Cool. Thank you, Robby and Matthias.
On Fri, Oct 13, 2017 at 9:50 PM, Robby Findler
wrote:
> If you want to know what the current racket does (not what the
> chez-based one does), then you can "raco make x.rkt" and then "raco
> decompile x.rkt" to see what is going on.
>
> In the cod quoted be
If you want to know what the current racket does (not what the
chez-based one does), then you can "raco make x.rkt" and then "raco
decompile x.rkt" to see what is going on.
In the cod quoted below, no closures are allocated because all of the
functions bar, baz, and jaz are eliminated before runti
> On Oct 13, 2017, at 9:19 PM, David Storrs wrote:
>
> On Fri, Oct 13, 2017 at 2:57 PM, Matthias Felleisen
> wrote:
>>
>>> On Oct 13, 2017, at 2:55 PM, David Storrs wrote:
>>>
>>> On Fri, Oct 13, 2017 at 2:50 PM, David Storrs
>>> wrote:
Coming from a Perl background, I've long had a c
On Fri, Oct 13, 2017 at 2:57 PM, Matthias Felleisen
wrote:
>
>> On Oct 13, 2017, at 2:55 PM, David Storrs wrote:
>>
>> On Fri, Oct 13, 2017 at 2:50 PM, David Storrs wrote:
>>> Coming from a Perl background, I've long had a convention of naming
>>> private functions with a leading underscore, e.g
On Fri, Oct 13, 2017 at 2:59 PM, Robby Findler
wrote:
> Also: if you just don't `provide` a function from a module, then it
> cannot be used outside. No naming conventions necessary.
>
Sure, but the underscore helps me know at a glance what I'm looking
at, whether it's safe to make a breaking cha
Robby Findler writes:
> Also: if you just don't `provide` a function from a module, then it
> cannot be used outside. No naming conventions necessary.
But the no-naming convention is necessary.
:-).
--
---
Eric Eide
Also: if you just don't `provide` a function from a module, then it
cannot be used outside. No naming conventions necessary.
Robby
On Fri, Oct 13, 2017 at 1:57 PM, Matthias Felleisen
wrote:
>
>> On Oct 13, 2017, at 2:55 PM, David Storrs wrote:
>>
>> On Fri, Oct 13, 2017 at 2:50 PM, David Storrs
> On Oct 13, 2017, at 2:55 PM, David Storrs wrote:
>
> On Fri, Oct 13, 2017 at 2:50 PM, David Storrs wrote:
>> Coming from a Perl background, I've long had a convention of naming
>> private functions with a leading underscore, e.g. _do-the-thing. Is
>> there a standard Racket convention for th
On Fri, Oct 13, 2017 at 2:50 PM, David Storrs wrote:
> Coming from a Perl background, I've long had a convention of naming
> private functions with a leading underscore, e.g. _do-the-thing. Is
> there a standard Racket convention for this and, if so, what is it?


Task directions >>
Report how many lines below contain the word "structured", giving the number and no other words.

[Figure record extracts]
+ + + +

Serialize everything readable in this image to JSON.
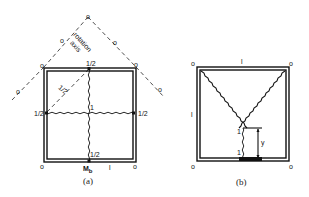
{
  "figure_a": {
    "caption": "(a)",
    "rotation_axis_label_1": "rotation",
    "rotation_axis_label_2": "axis",
    "support_symbol": "o",
    "top_mid_label": "1/2",
    "left_mid_label": "1/2",
    "right_mid_label": "1/2",
    "bottom_mid_label": "1/2",
    "diagonal_label": "1/2",
    "center_label": "1",
    "moment_label": "M",
    "moment_subscript": "b",
    "span_label": "l"
  },
  "figure_b": {
    "caption": "(b)",
    "support_symbol": "o",
    "top_label": "l",
    "left_label": "l",
    "upper_one_label": "1",
    "lower_one_label": "1",
    "dimension_label": "y"
  }
}
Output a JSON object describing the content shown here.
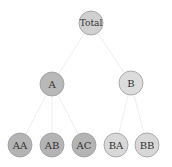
{
  "diagram": {
    "type": "tree",
    "nodes": [
      {
        "id": "Total",
        "label": "Total",
        "x": 91,
        "y": 23,
        "r": 12,
        "fill": "#d0d0d0"
      },
      {
        "id": "A",
        "label": "A",
        "x": 52,
        "y": 84,
        "r": 12,
        "fill": "#b8b8b8"
      },
      {
        "id": "B",
        "label": "B",
        "x": 131,
        "y": 83,
        "r": 12,
        "fill": "#dcdcdc"
      },
      {
        "id": "AA",
        "label": "AA",
        "x": 20,
        "y": 145,
        "r": 12,
        "fill": "#b4b4b4"
      },
      {
        "id": "AB",
        "label": "AB",
        "x": 52,
        "y": 145,
        "r": 12,
        "fill": "#b4b4b4"
      },
      {
        "id": "AC",
        "label": "AC",
        "x": 84,
        "y": 145,
        "r": 12,
        "fill": "#b4b4b4"
      },
      {
        "id": "BA",
        "label": "BA",
        "x": 116,
        "y": 145,
        "r": 12,
        "fill": "#d8d8d8"
      },
      {
        "id": "BB",
        "label": "BB",
        "x": 147,
        "y": 145,
        "r": 12,
        "fill": "#d8d8d8"
      }
    ],
    "edges": [
      {
        "from": "Total",
        "to": "A"
      },
      {
        "from": "Total",
        "to": "B"
      },
      {
        "from": "A",
        "to": "AA"
      },
      {
        "from": "A",
        "to": "AB"
      },
      {
        "from": "A",
        "to": "AC"
      },
      {
        "from": "B",
        "to": "BA"
      },
      {
        "from": "B",
        "to": "BB"
      }
    ],
    "colors": {
      "edge": "#eeeeee",
      "stroke": "#9a9a9a"
    }
  }
}
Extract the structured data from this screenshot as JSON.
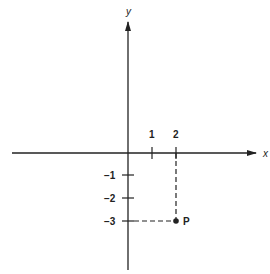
{
  "diagram": {
    "axes": {
      "x_label": "x",
      "y_label": "y"
    },
    "x_ticks": [
      {
        "value": 1,
        "label": "1"
      },
      {
        "value": 2,
        "label": "2"
      }
    ],
    "y_ticks": [
      {
        "value": -1,
        "label": "−1"
      },
      {
        "value": -2,
        "label": "−2"
      },
      {
        "value": -3,
        "label": "−3"
      }
    ],
    "point": {
      "label": "P",
      "x": 2,
      "y": -3
    },
    "colors": {
      "line": "#222222",
      "background": "#ffffff"
    }
  }
}
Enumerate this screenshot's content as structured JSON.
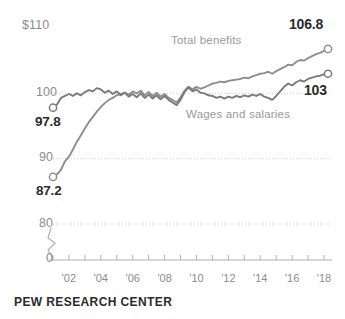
{
  "footer": {
    "credit": "PEW RESEARCH CENTER"
  },
  "axis": {
    "y_top_label": "$110",
    "y_labels": [
      "$110",
      "100",
      "90",
      "80",
      "0"
    ],
    "x_labels": [
      "'02",
      "'04",
      "'06",
      "'08",
      "'10",
      "'12",
      "'14",
      "'16",
      "'18"
    ],
    "break_marker": "axis-break"
  },
  "annotations": {
    "benefits_series_label": "Total benefits",
    "wages_series_label": "Wages and salaries",
    "benefits_end_value": "106.8",
    "wages_end_value": "103",
    "wages_start_value": "97.8",
    "benefits_start_value": "87.2"
  },
  "colors": {
    "benefits_line": "#8e8e8e",
    "wages_line": "#7a7a7a",
    "gridline": "#cfcfcf",
    "axis": "#b0b0b0",
    "label_gray": "#8c8c8c",
    "value_dark": "#2b2b2b"
  },
  "chart_data": {
    "type": "line",
    "title": "",
    "subtitle": "",
    "xlabel": "",
    "ylabel": "",
    "ylim": [
      80,
      110
    ],
    "y_axis_break": [
      0,
      80
    ],
    "yticks": [
      80,
      90,
      100,
      110
    ],
    "grid": true,
    "legend": "inline-labels",
    "xlim": [
      2001.0,
      2018.5
    ],
    "xticks": [
      2002,
      2004,
      2006,
      2008,
      2010,
      2012,
      2014,
      2016,
      2018
    ],
    "x": [
      2001.0,
      2001.25,
      2001.5,
      2001.75,
      2002.0,
      2002.25,
      2002.5,
      2002.75,
      2003.0,
      2003.25,
      2003.5,
      2003.75,
      2004.0,
      2004.25,
      2004.5,
      2004.75,
      2005.0,
      2005.25,
      2005.5,
      2005.75,
      2006.0,
      2006.25,
      2006.5,
      2006.75,
      2007.0,
      2007.25,
      2007.5,
      2007.75,
      2008.0,
      2008.25,
      2008.5,
      2008.75,
      2009.0,
      2009.25,
      2009.5,
      2009.75,
      2010.0,
      2010.25,
      2010.5,
      2010.75,
      2011.0,
      2011.25,
      2011.5,
      2011.75,
      2012.0,
      2012.25,
      2012.5,
      2012.75,
      2013.0,
      2013.25,
      2013.5,
      2013.75,
      2014.0,
      2014.25,
      2014.5,
      2014.75,
      2015.0,
      2015.25,
      2015.5,
      2015.75,
      2016.0,
      2016.25,
      2016.5,
      2016.75,
      2017.0,
      2017.25,
      2017.5,
      2017.75,
      2018.0,
      2018.25
    ],
    "series": [
      {
        "name": "Total benefits",
        "color": "#8e8e8e",
        "start_value": 87.2,
        "end_value": 106.8,
        "marker_start": "open-circle",
        "marker_end": "open-circle",
        "values": [
          87.2,
          87.6,
          88.3,
          89.6,
          90.3,
          91.4,
          92.6,
          93.6,
          94.6,
          95.6,
          96.4,
          97.2,
          97.9,
          98.5,
          99.0,
          99.3,
          99.7,
          99.9,
          100.1,
          99.8,
          100.3,
          100.0,
          100.4,
          99.7,
          100.2,
          99.6,
          100.1,
          99.5,
          99.9,
          99.3,
          99.0,
          98.6,
          99.4,
          100.4,
          101.0,
          100.6,
          101.0,
          100.7,
          100.9,
          101.2,
          101.5,
          101.6,
          101.8,
          101.7,
          101.9,
          102.0,
          102.1,
          102.2,
          102.4,
          102.3,
          102.6,
          102.8,
          103.0,
          103.1,
          103.3,
          103.0,
          103.4,
          103.7,
          104.0,
          104.4,
          104.3,
          104.8,
          105.1,
          105.0,
          105.4,
          105.7,
          106.0,
          106.2,
          106.5,
          106.8
        ]
      },
      {
        "name": "Wages and salaries",
        "color": "#7a7a7a",
        "start_value": 97.8,
        "end_value": 103.0,
        "marker_start": "open-circle",
        "marker_end": "open-circle",
        "values": [
          97.8,
          98.3,
          99.3,
          99.6,
          99.9,
          99.6,
          100.0,
          99.7,
          100.2,
          100.5,
          100.3,
          100.8,
          100.6,
          100.1,
          100.4,
          99.9,
          100.3,
          99.7,
          100.1,
          99.5,
          99.9,
          99.4,
          100.0,
          99.3,
          99.8,
          99.2,
          99.7,
          99.1,
          99.6,
          99.0,
          98.6,
          98.2,
          99.0,
          100.2,
          100.9,
          100.3,
          100.6,
          100.1,
          100.0,
          99.7,
          99.6,
          99.3,
          99.5,
          99.2,
          99.5,
          99.3,
          99.6,
          99.4,
          99.7,
          99.5,
          99.8,
          99.6,
          99.9,
          99.5,
          99.3,
          99.0,
          99.6,
          100.3,
          101.0,
          101.5,
          101.2,
          101.7,
          102.0,
          101.8,
          102.2,
          102.4,
          102.6,
          102.7,
          102.9,
          103.0
        ]
      }
    ]
  }
}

+ + + +

Output below >>
2